Stored data entries:
● ● ● ●

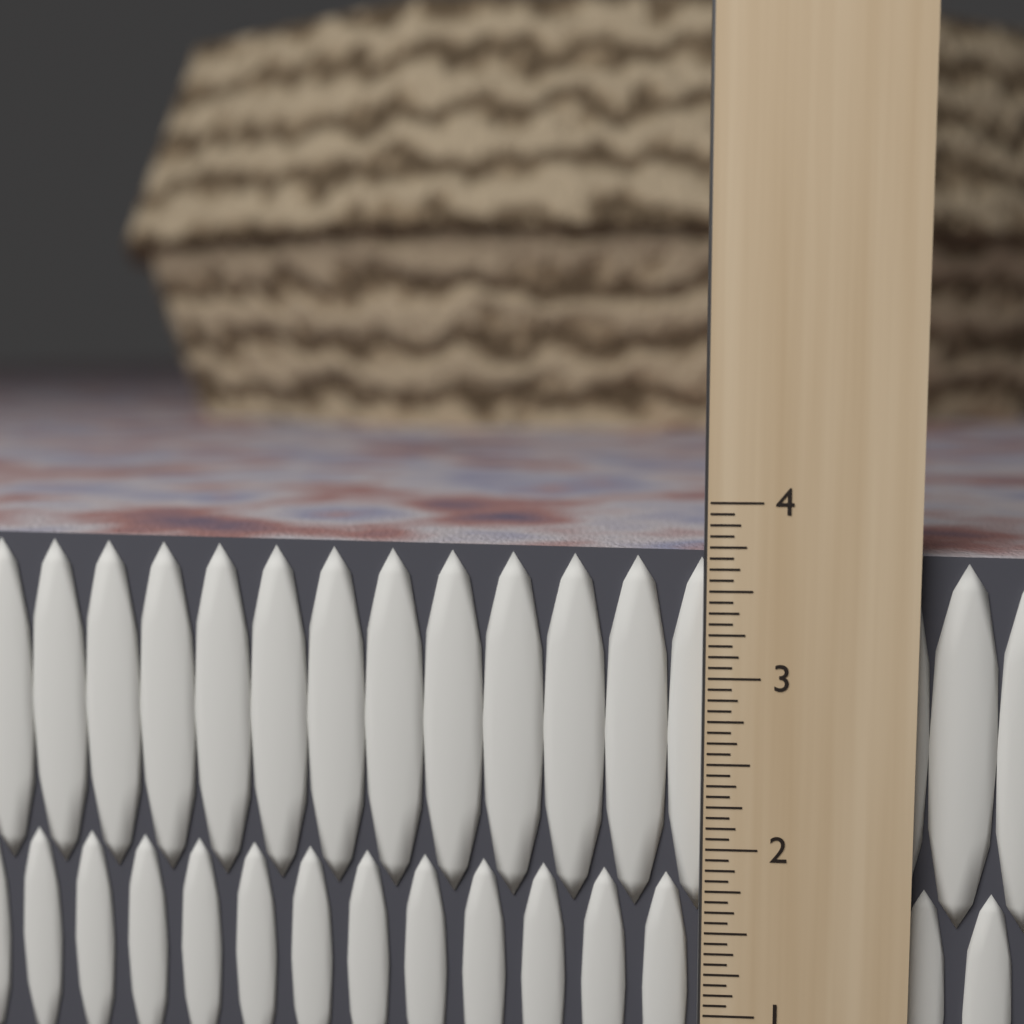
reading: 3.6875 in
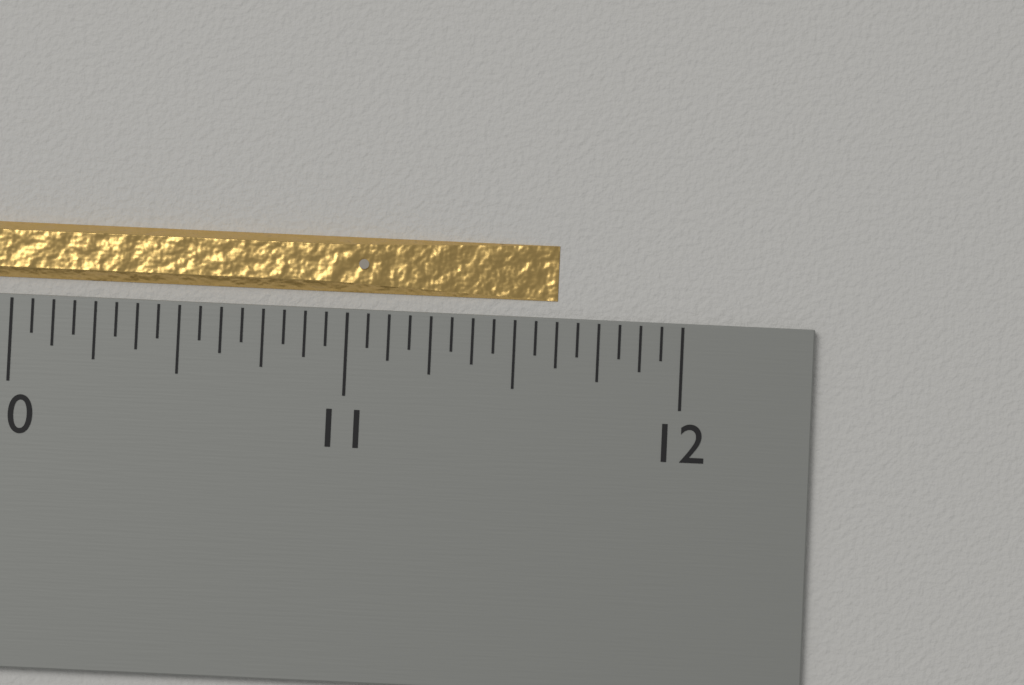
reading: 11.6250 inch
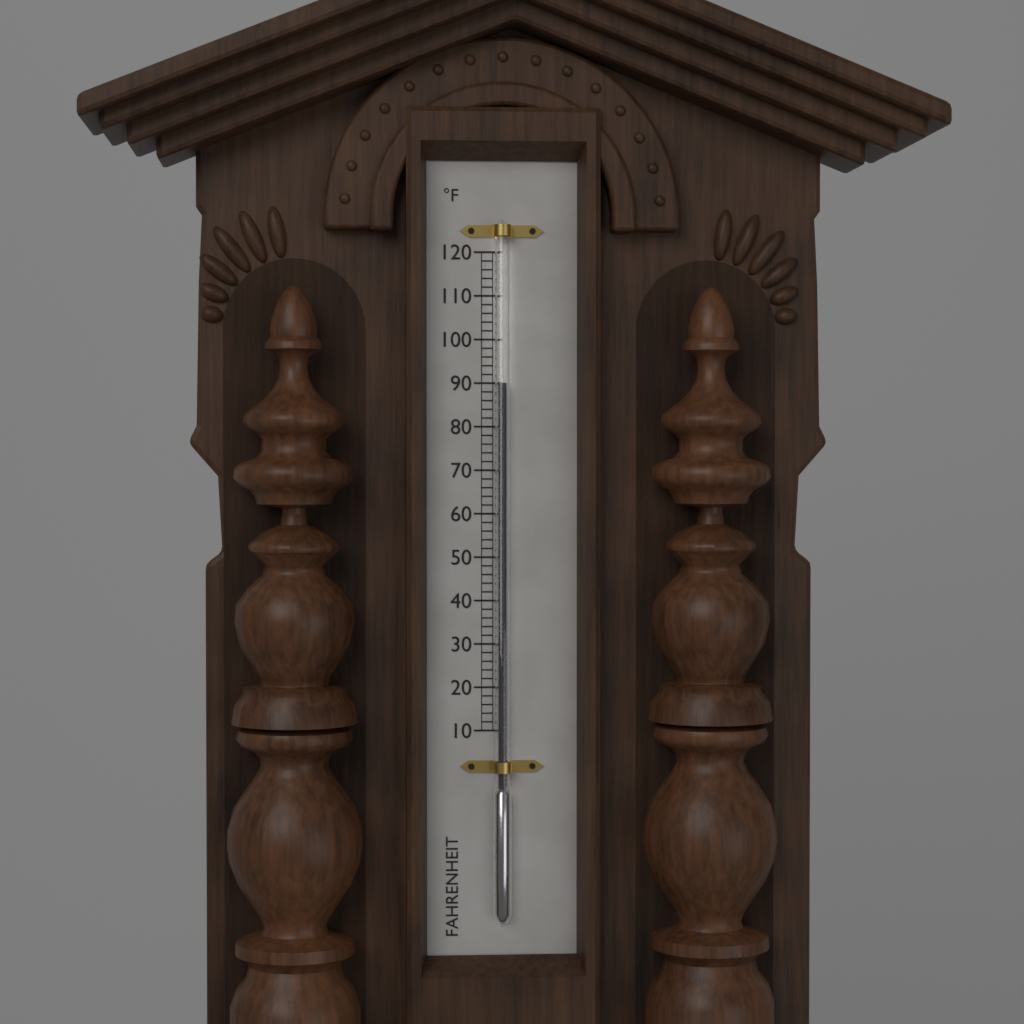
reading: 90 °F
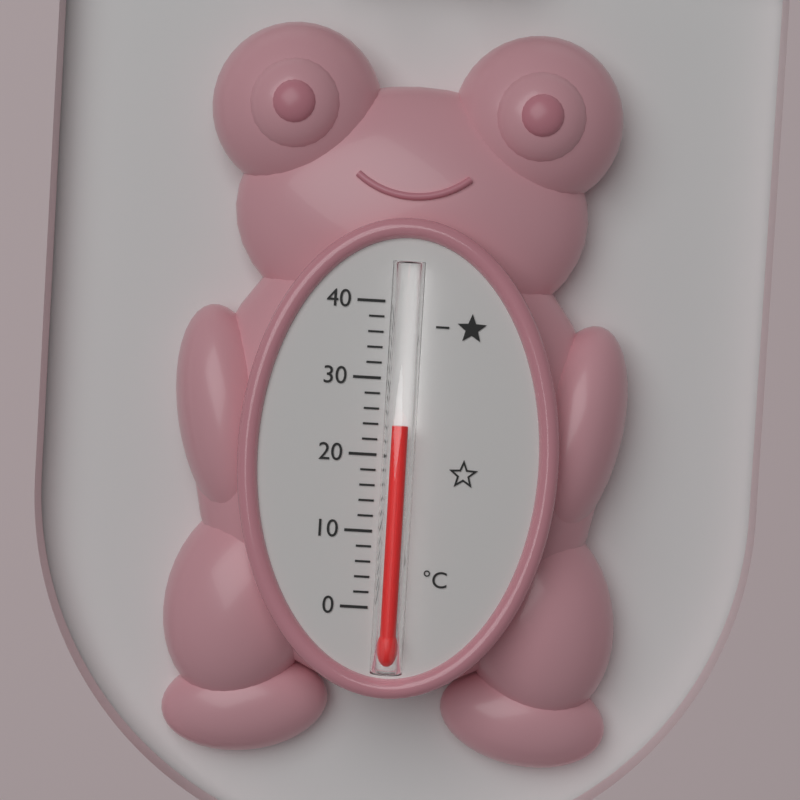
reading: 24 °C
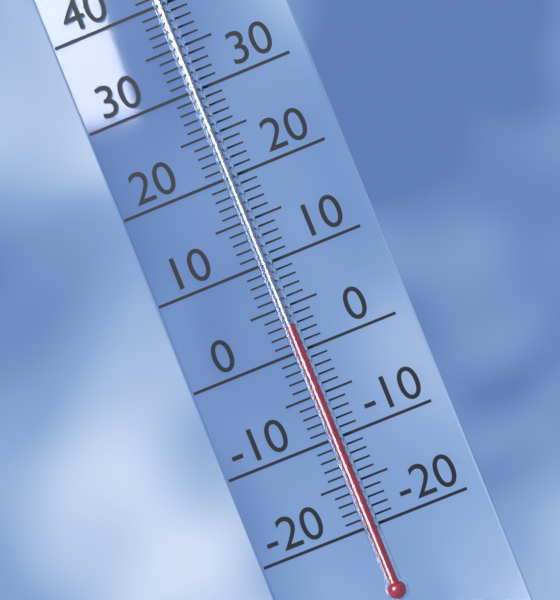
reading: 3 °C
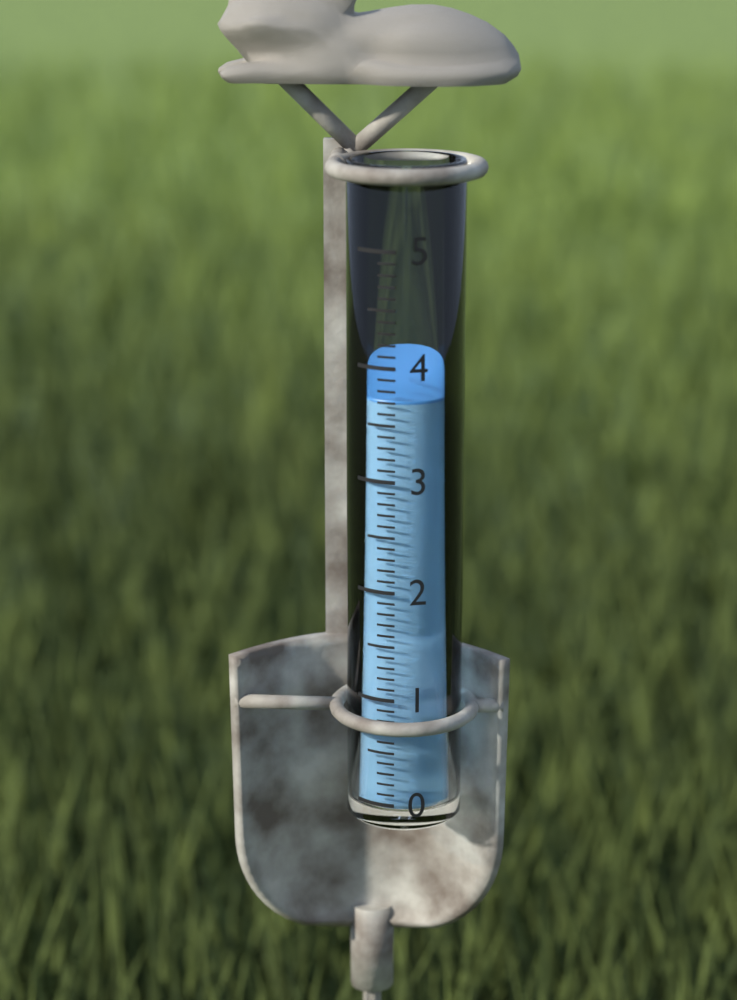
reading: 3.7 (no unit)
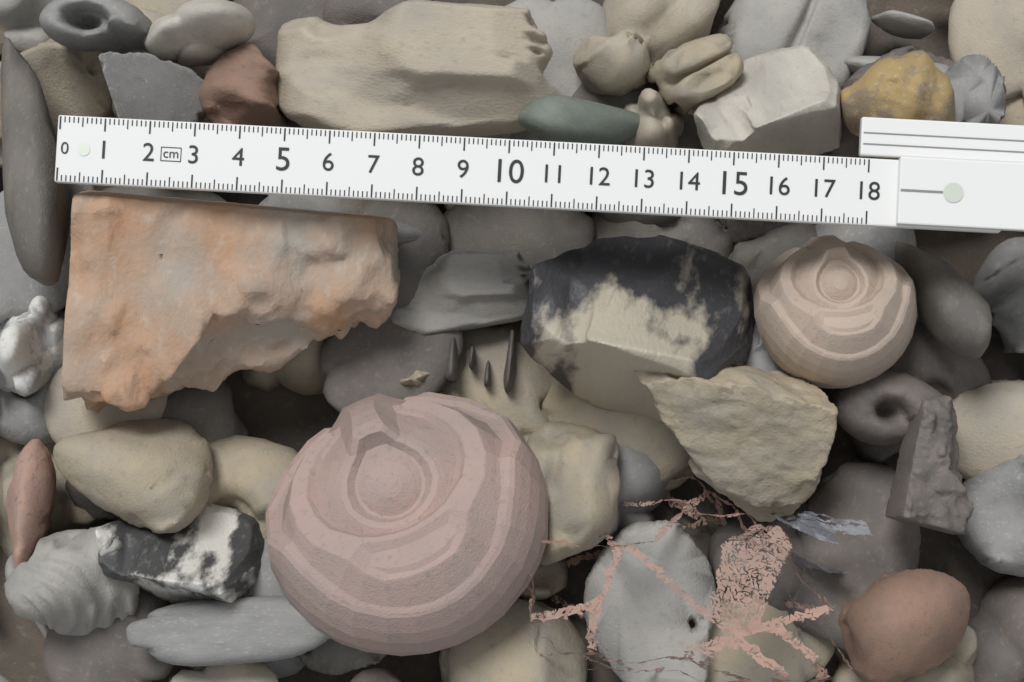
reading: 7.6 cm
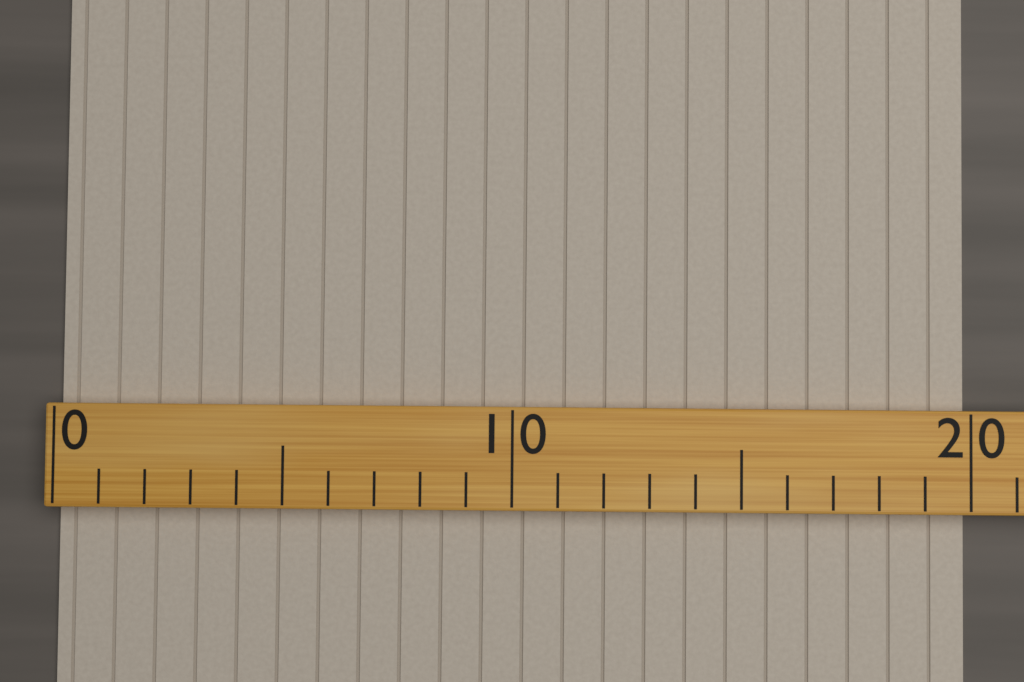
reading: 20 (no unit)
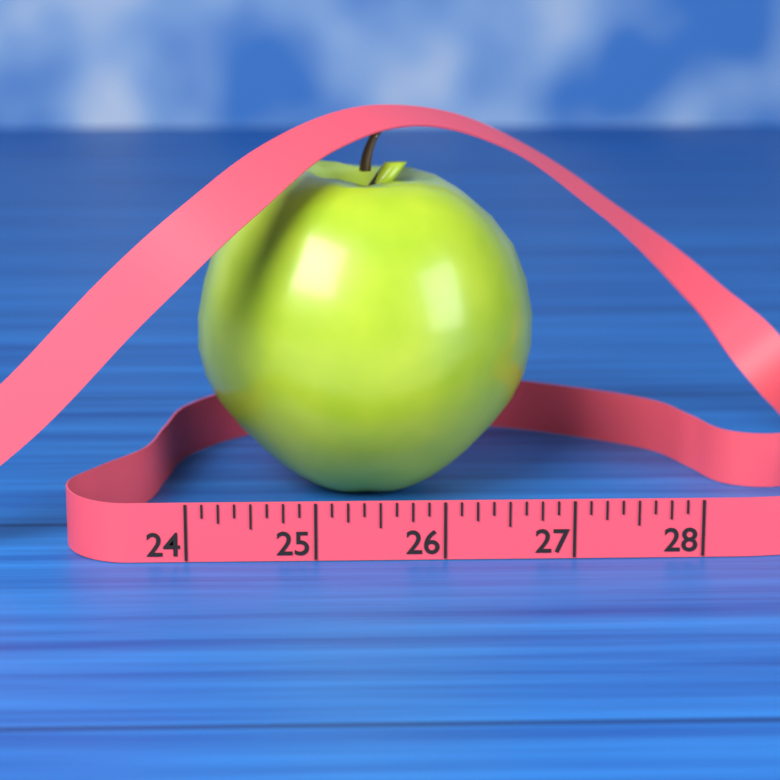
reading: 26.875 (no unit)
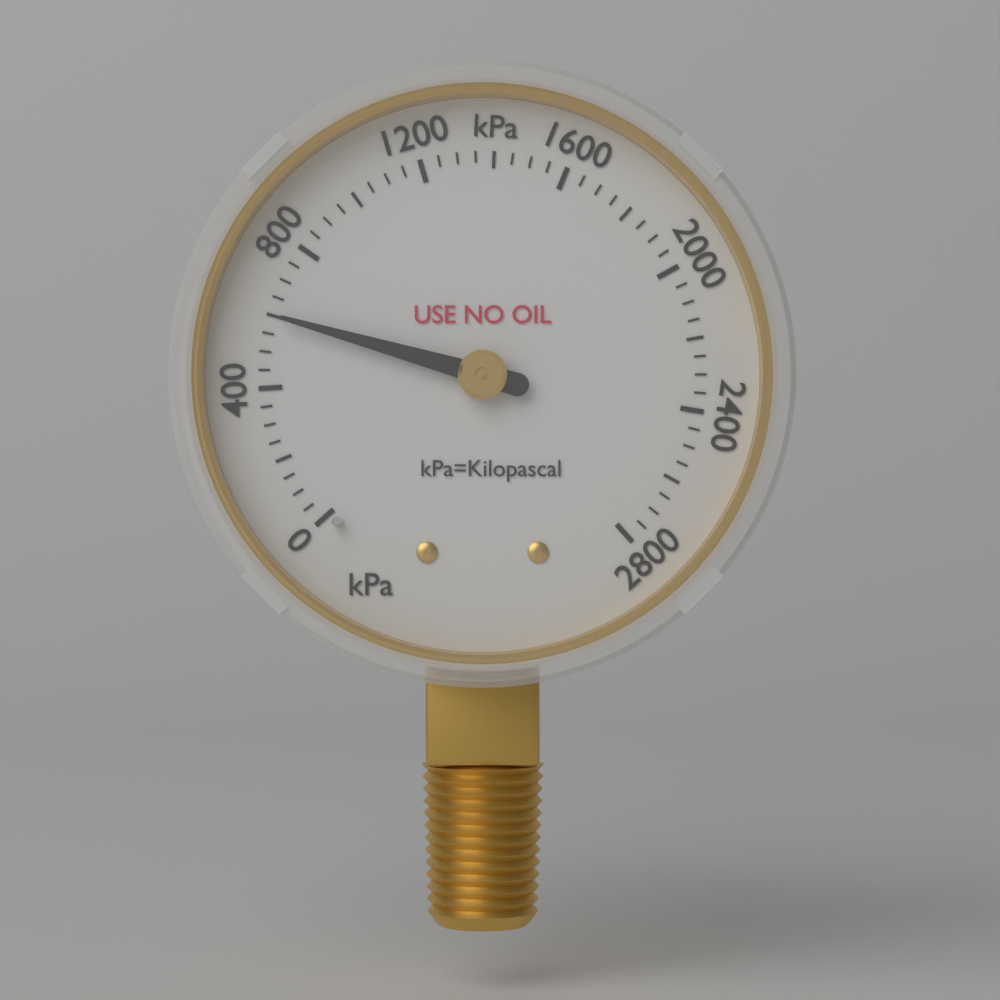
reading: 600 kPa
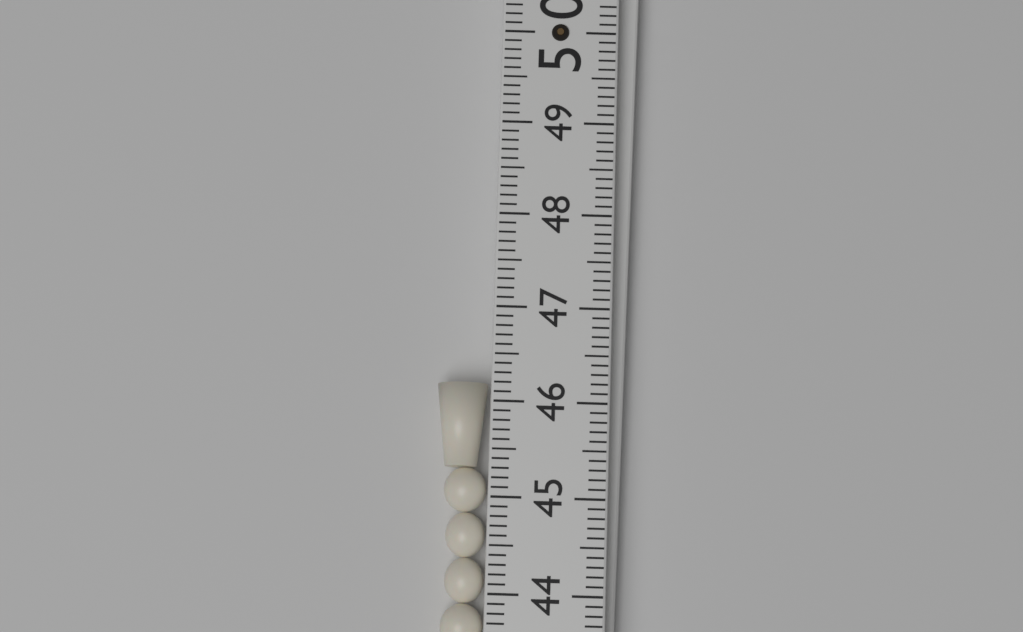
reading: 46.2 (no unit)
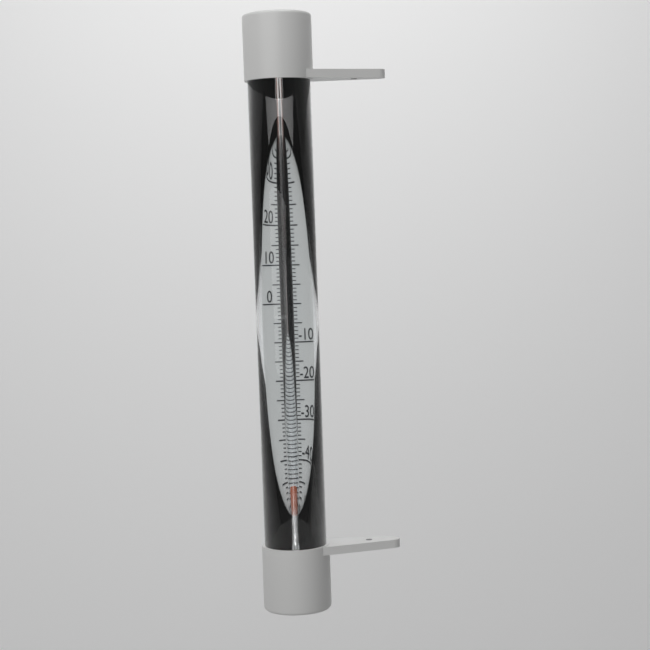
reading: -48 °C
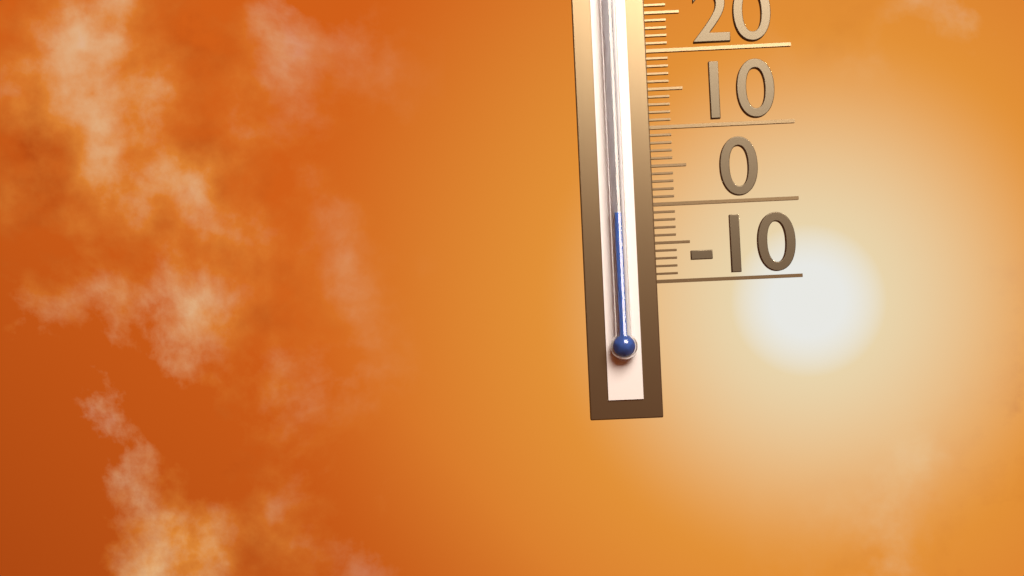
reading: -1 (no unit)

● ● ● ●

● Exercise details
Copy out the entries exactly. No pictures.

● Written response
reading: 3.6875 in
reading: 11.6250 inch
reading: 90 °F
reading: 24 °C
reading: 3 °C
reading: 3.7 (no unit)
reading: 7.6 cm
reading: 20 (no unit)
reading: 26.875 (no unit)
reading: 600 kPa
reading: 46.2 (no unit)
reading: -48 °C
reading: -1 (no unit)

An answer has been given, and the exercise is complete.